Mystery of a Flight: What has happened to Boeing 727

In 2003 a Boeing 727 was reportedly taken from an airport in Angola by a man who only had a private pilot's certificate and has never been seen again.

photo credit: wikipedia.org

History

Shortly before the sunset of 25 May 2003, air traffic control crews saw a peculiar thing at Angola's Quatro de Fevereiro International Airport. On one of its paths rode erratisch a Boeing 727-223, No. 844AA. The tower and the plane left the Atlantic with all lights off in the southwest were not attempted. The aircraft had 14,000liters of fuel filled and had not been painted silver, white, and blue enough to travel for up to 1,500 miles.

844AA was leased to a man named Keith Irwin at the time of his disappearance. In February 2002, Irwin acquired the aircraft from a Florida airline, owned by Maury Joseph, which supplied diamond mines with diesel fuel from Angola. But Irwin used the aircraft for a short period of time only and defaulted quickly. Joseph eventually hired the 727, now in a disrepair, to be repossessed in a safe and fly condition from a certified aircraft mechanic, a flight technician and private pilot named Ben Charles Padilla. On May 26, 2003, he planned for an Air Gemini crew to fly, but they found the plane was already gone when they arrived.

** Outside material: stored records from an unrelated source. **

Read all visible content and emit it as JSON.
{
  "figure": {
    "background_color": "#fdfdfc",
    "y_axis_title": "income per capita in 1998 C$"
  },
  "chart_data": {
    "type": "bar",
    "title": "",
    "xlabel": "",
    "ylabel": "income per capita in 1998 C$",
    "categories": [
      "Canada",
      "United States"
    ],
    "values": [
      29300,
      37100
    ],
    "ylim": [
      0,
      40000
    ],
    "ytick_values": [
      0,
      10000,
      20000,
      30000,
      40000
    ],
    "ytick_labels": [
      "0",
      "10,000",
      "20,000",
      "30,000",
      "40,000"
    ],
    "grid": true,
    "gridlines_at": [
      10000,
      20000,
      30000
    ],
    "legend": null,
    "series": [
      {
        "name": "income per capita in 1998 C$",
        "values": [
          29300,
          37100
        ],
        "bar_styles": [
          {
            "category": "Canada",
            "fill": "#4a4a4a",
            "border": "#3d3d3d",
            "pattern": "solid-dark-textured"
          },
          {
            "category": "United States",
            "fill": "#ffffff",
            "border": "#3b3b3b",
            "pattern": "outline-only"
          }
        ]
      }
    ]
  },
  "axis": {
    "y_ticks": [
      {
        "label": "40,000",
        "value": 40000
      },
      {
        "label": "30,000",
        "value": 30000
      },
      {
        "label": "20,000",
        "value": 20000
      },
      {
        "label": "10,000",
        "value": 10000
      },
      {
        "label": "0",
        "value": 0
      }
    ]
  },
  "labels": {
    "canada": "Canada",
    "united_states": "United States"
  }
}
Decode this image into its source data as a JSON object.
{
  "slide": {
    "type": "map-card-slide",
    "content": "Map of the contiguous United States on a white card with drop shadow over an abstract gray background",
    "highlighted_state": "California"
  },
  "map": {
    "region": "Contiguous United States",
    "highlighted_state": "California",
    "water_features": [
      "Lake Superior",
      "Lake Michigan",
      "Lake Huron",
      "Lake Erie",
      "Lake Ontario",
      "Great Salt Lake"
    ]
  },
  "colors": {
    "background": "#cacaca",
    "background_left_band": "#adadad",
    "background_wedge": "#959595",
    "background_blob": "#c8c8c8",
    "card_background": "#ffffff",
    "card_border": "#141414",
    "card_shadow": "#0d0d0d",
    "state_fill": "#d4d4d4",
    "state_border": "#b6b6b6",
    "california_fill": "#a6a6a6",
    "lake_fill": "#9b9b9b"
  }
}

The latest seen boarding the aeroplane were Padilla and John Mikel Mutantu, a Republic of Congo mechanic. The U.S. intelligence community went on the alert and searched aircraft in many countries without any result since the incident took place in the heels of the 9-11 terrorist attacks. It looked like 844AA and its crew was gone.

Robbery

Many think that for his own financial gains Padilla stole the aircraft. He was an expert at 727s and could have received training in order to fly them while technically holding a private pilot certificate. Padilla's 727 expertise is exactly why he hired him before 844AA to repair and replenish others, according to Joseph. Padilla friends claim that he flown it up to an aviation traffic along the western border of Tanzania, where he had it removed and parts sold.

Fraud in insurance

No secret, since leasing it to Irwin, that Joseph's 19727 is a thorn on his side. The two men had arranged a $1 million purchase agreement, which would have the plane paid off in full within 30 days, according to Irwin, which made a deposit of $125,000. Over a year, however, the 844AA was idle, with over $4 million in unpaid airport charges. The contract was also part of the agreement. Investigators first believed Joseph had hired Padilla to recover his losses as part of an insurance scheme. Joseph wasn't an alien in fraud, as it became apparent. The SEC charge him with falsified financial statements and defrauding investors just a few years before the Securities and Exchange Commission. He was fined and forbidden from serving again as a public officer. However, Joseph took the FBI and voluntarily took a lie detector test in this case. He went by, allowing researchers to scratch their heads.

Chipping/hijack

At the time of the 844AA disappearance, the war on terrorism was on track and only two brief years have passed since the 9/11 US attacks. Maybe when they boarded the aircraft to end the day before the scheduled flight, Padilla and Mutantu were taken hostage. If it was hijacked for unfair reasons, it would never target it and eventually the U.S. government shut down its case.

Who or why did it, the question is still...

Where did it go?

It would appear that 844AA disappeared literally from the radar. Some think that the Angolan Air Force shot it down across the Atlantic. Others argue that it crashed just after takeoff somewhere. No scrap was ever recovered on land or sea, either way. And no bodies were recovered to date.

Final remarks

The timing of the disappearance of the aircraft could not have been coincidental on the eve of its repossession. Padilla, a skilled navigator, pilot, mechanic and flight Engineer, stole it, or did so on Joseph's instructions for his own financial savings. 844AA was seen as descending northward and around Kinshasa, the Congo, according to the pilot of Luandan, that night. With no proof of a crash ever found, Padilla has made its destination successfully, sold the aircraft for pieces and disappeared again in the night.